Pera Film salutes legendary Soviet filmmaker Andrei Tarkovsky
by Daily Sabah
ISTANBULDec 10, 2016 - 12:00 am GMT+3
by Daily Sabah
Dec 10, 2016 12:00 am
Pera Film commemorates Soviet director Andrey Tarkovsky, one of the most successful filmmakers in the history of cinema, on the 30th anniversary of his death, as part of the ‘Sculpting in Time' program
Pera Film presents a selection of Soviet director Andrei Tarkovsky's deep, poetic and highly personal films from Dec. 16-31. This new Pera Film program named after the book titled "Sculpting in Time" in which Tarkovsky describes his views of life and cinema by adding both literary and philosophical depth, features the famous director's eight films.
Among the films screened in the program are "Ivan's Childhood," "Andrei Rublev," "Solaris," "The Mirror," "Stalker," "Sacrifice," and "Nostalgia". Besides, a French documentary "One Day in the Life of Andrei Arsenevich" directed by Chris Parker in 1986 as an ode to his late friend and colleague Tarkovsky, will accompany Pera Film's selection.

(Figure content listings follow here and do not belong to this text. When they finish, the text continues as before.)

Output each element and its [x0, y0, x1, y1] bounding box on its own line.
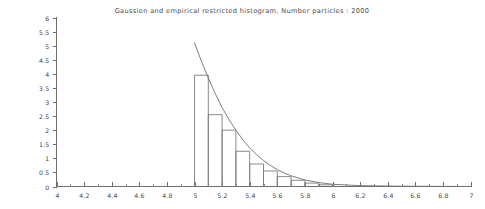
x-tick-label: 5.4	[245, 192, 255, 199]
histogram-bar	[222, 130, 236, 186]
x-tick-label: 4.2	[79, 192, 89, 199]
histogram-bar	[250, 164, 264, 187]
y-tick-label: 5	[45, 43, 49, 50]
histogram-bar	[195, 75, 209, 186]
y-axis-ticks	[53, 19, 57, 188]
x-tick-label: 6.8	[438, 192, 448, 199]
y-tick-label: 6	[45, 15, 49, 22]
y-tick-label: 1	[45, 155, 49, 162]
y-axis-tick-labels: 00.511.522.533.544.555.56	[39, 15, 49, 191]
x-axis-tick-labels: 44.24.44.64.855.25.45.65.866.26.46.66.87	[55, 192, 473, 199]
y-tick-label: 4.5	[39, 57, 49, 64]
x-tick-label: 4.6	[134, 192, 144, 199]
y-axis: 00.511.522.533.544.555.56	[39, 15, 56, 191]
y-tick-label: 3.5	[39, 85, 49, 92]
x-tick-label: 4.4	[107, 192, 117, 199]
x-tick-label: 6.4	[383, 192, 393, 199]
chart-title: Gaussien and empirical restricted histog…	[115, 7, 370, 15]
x-tick-label: 4	[55, 192, 59, 199]
x-axis: 44.24.44.64.855.25.45.65.866.26.46.66.87	[55, 182, 473, 199]
y-tick-label: 2.5	[39, 113, 49, 120]
x-tick-label: 4.8	[162, 192, 172, 199]
histogram-bars	[195, 75, 333, 186]
y-tick-label: 1.5	[39, 141, 49, 148]
y-tick-label: 4	[45, 71, 49, 78]
x-tick-label: 5.6	[272, 192, 282, 199]
x-tick-label: 7	[469, 192, 473, 199]
x-tick-label: 6	[331, 192, 335, 199]
x-tick-label: 5.2	[217, 192, 227, 199]
x-tick-label: 5	[193, 192, 197, 199]
y-tick-label: 5.5	[39, 29, 49, 36]
y-tick-label: 2	[45, 127, 49, 134]
histogram-bar	[208, 115, 222, 187]
chart-figure: Gaussien and empirical restricted histog…	[0, 0, 485, 209]
histogram-bar	[277, 177, 291, 187]
x-tick-label: 6.6	[410, 192, 420, 199]
chart-canvas: Gaussien and empirical restricted histog…	[0, 0, 485, 209]
y-tick-label: 0	[45, 184, 49, 191]
x-tick-label: 5.8	[300, 192, 310, 199]
histogram-bar	[264, 171, 278, 186]
histogram-bar	[291, 180, 305, 186]
histogram-bar	[305, 183, 319, 186]
histogram-bar	[236, 151, 250, 186]
y-tick-label: 0.5	[39, 169, 49, 176]
y-tick-label: 3	[45, 99, 49, 106]
x-tick-label: 6.2	[355, 192, 365, 199]
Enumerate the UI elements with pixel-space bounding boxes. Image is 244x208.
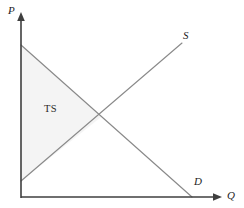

"Ivan's Childhood," which follows the story of a young boy who works as a spy with partisans during WWII, became the first feature-length film to win the Golden Lion award at the Venice Film Festival in 1962. Centering on the life of a 15th century icon painter, epic and allegorical "Andrei Rublev" (1966) was shelved for years for its references to the suffering of the contemporary Soviet artist. However, it was released in the West in 1969 and widely acclaimed by the viewers and critics.
Tarkovsky mainly focused on other worlds in his following works. In "Solaris" (1971), the dreams of a space traveler come to life; "Stalker" (1979) takes place in a mysterious and forbidden "wasteland." Shot in Sweden with Ingmar Bergman's regular collaborators Erland Josephson and cinematographer Sven Nykvist in 1986, "Sacrifice" takes place a few hours before a nuclear disaster.
Tarkovsky's films carry many autobiographical features as well. In "The Mirror" (1976), his mother portrays the mother of the film's lead character while his father, noted Soviet poet Arseniy Tarkovsky voices his own poems. Tarkovsky started working outside the USSR in early-1980s and shot "Nostalgia" in Italy in 1983.
In 1986, when "Sacrifice" won the Special Jury Prize at Cannes Film Festival, Tarkovksy died of lung cancer at the age of 54 in Paris.
About Andrei Tarkovsky
Andrei Tarkovsky (the son of noted poet Arseniy Tarkovsky) was born in Moscow in 1932. He studied filmmaking in The Gerasimov Institute of Cinematography (V.G.I.K) in Moscow. Tarkovsky's school project "The Steamroller and The Violin" (1960) is the director's first film and also the only film that fully takes place in Soviet lands. Starting his first themed feature film under the title "Ivan's Desires", the director finished the film as "Ivan's Childhood" in 1961. Tarkovsky's first major film provided international recognition to the director. It shared the Golden Lion award with another film at Venice Film Festival. His following feature "Andrei Rublev" (1966) was banned by the Soviet authorities. It was allowed in Soviet theaters only one year after it won the FIPRESCI Prize at 1967 Cannes Film Festival.
In 1972, Tarkovsky took off on a journey to search for the meaning of life through "Solaris," a science-dream film with the director's own interpretation, adapted from Stanislaw Lem's novel. Tarkovsky also included poetic elements in this film as he did in his previous works, and he was looking for the answers of the questions related to the people's existentialist goals such as finiteness-infinity and existence-nihility through the infinite corridors of the planet Solaris.
"The Mirror" directed by Tarkovsky in 1975, shed some light to the director's childhood and youth, to the depths of his subconscious and dreams by originating from the concepts of reflection and memory. In the film, Tarkovsky's heroes start learning about the world in their personal roots. They spent their childhood in a faded joy they cannot even remember and this situation leaves them emotionally orphaned. "Stalker" (1979), on the other hand, depicts the journey of a guide, painter and writer towards a prohibited zone where a meteor lands. Tarkovkys's characters are in a spiritual journey within time and space in order to reach the ultimate comprehension and communication. The film also serves as Tarkovsy's inner journey and reminder of the years he spent in exile. This journey leads to a mysterious room at the end of the center of the zone, which cannot be reached through any other path and in which our deepest desires will be revealed and realized.
Tarkovsky shot "Nostalgia" in 1982 and his last film "Sacrifice" in Sweden in 1986, in which the director depicts a poet's payback with his own life. Andrei Tarkovsky died in Paris on Dec. 29, 1986.